* **DATA SHOWN**:
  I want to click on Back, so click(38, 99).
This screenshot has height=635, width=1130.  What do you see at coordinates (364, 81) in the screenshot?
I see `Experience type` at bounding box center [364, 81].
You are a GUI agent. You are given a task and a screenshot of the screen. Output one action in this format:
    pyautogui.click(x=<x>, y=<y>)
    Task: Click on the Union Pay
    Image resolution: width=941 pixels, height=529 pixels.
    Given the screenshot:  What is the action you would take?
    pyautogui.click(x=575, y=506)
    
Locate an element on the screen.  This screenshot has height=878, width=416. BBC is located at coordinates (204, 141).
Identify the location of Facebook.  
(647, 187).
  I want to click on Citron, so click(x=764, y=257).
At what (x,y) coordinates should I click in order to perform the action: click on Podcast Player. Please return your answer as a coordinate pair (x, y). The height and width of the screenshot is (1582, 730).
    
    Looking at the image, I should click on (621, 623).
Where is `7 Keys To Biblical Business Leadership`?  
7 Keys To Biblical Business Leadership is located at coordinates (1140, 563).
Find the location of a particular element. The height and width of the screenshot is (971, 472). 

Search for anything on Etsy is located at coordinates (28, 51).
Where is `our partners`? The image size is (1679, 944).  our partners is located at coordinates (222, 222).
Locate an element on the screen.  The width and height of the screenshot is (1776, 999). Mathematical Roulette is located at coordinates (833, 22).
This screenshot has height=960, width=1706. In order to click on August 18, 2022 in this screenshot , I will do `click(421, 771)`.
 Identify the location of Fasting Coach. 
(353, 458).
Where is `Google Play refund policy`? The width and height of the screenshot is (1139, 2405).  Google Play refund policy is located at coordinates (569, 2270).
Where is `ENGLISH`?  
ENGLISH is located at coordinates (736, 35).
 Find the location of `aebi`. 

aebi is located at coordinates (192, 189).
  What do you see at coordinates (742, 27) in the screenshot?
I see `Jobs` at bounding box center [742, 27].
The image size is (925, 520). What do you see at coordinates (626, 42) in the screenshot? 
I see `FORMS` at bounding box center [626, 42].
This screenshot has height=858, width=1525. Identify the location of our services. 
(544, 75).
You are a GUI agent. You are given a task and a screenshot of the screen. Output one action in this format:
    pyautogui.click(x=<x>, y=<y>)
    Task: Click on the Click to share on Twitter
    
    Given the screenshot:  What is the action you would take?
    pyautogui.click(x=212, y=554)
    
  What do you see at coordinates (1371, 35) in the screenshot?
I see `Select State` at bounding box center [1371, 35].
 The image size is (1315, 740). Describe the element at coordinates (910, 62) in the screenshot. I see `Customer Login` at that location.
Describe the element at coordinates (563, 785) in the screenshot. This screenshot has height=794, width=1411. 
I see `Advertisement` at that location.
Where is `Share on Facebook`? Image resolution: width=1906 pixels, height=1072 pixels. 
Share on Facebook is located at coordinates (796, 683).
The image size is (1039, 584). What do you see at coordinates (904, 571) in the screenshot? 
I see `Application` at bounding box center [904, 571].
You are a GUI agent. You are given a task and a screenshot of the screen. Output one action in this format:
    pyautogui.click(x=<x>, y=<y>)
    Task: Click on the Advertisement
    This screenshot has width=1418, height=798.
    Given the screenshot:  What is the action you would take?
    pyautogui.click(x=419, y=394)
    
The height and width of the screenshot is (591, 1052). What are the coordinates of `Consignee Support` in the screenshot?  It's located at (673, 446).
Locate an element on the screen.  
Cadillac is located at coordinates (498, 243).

* **YOUR OBJECTIVE**:
The lines to extract from the data above begin with the line containing "This screenshot has height=635, width=1130." and end with the line containing "Task: Click on the Union Pay". Extract them exactly, including both.

* **RESPONSE TO THIS TASK**:
This screenshot has height=635, width=1130.  What do you see at coordinates (364, 81) in the screenshot?
I see `Experience type` at bounding box center [364, 81].
You are a GUI agent. You are given a task and a screenshot of the screen. Output one action in this format:
    pyautogui.click(x=<x>, y=<y>)
    Task: Click on the Union Pay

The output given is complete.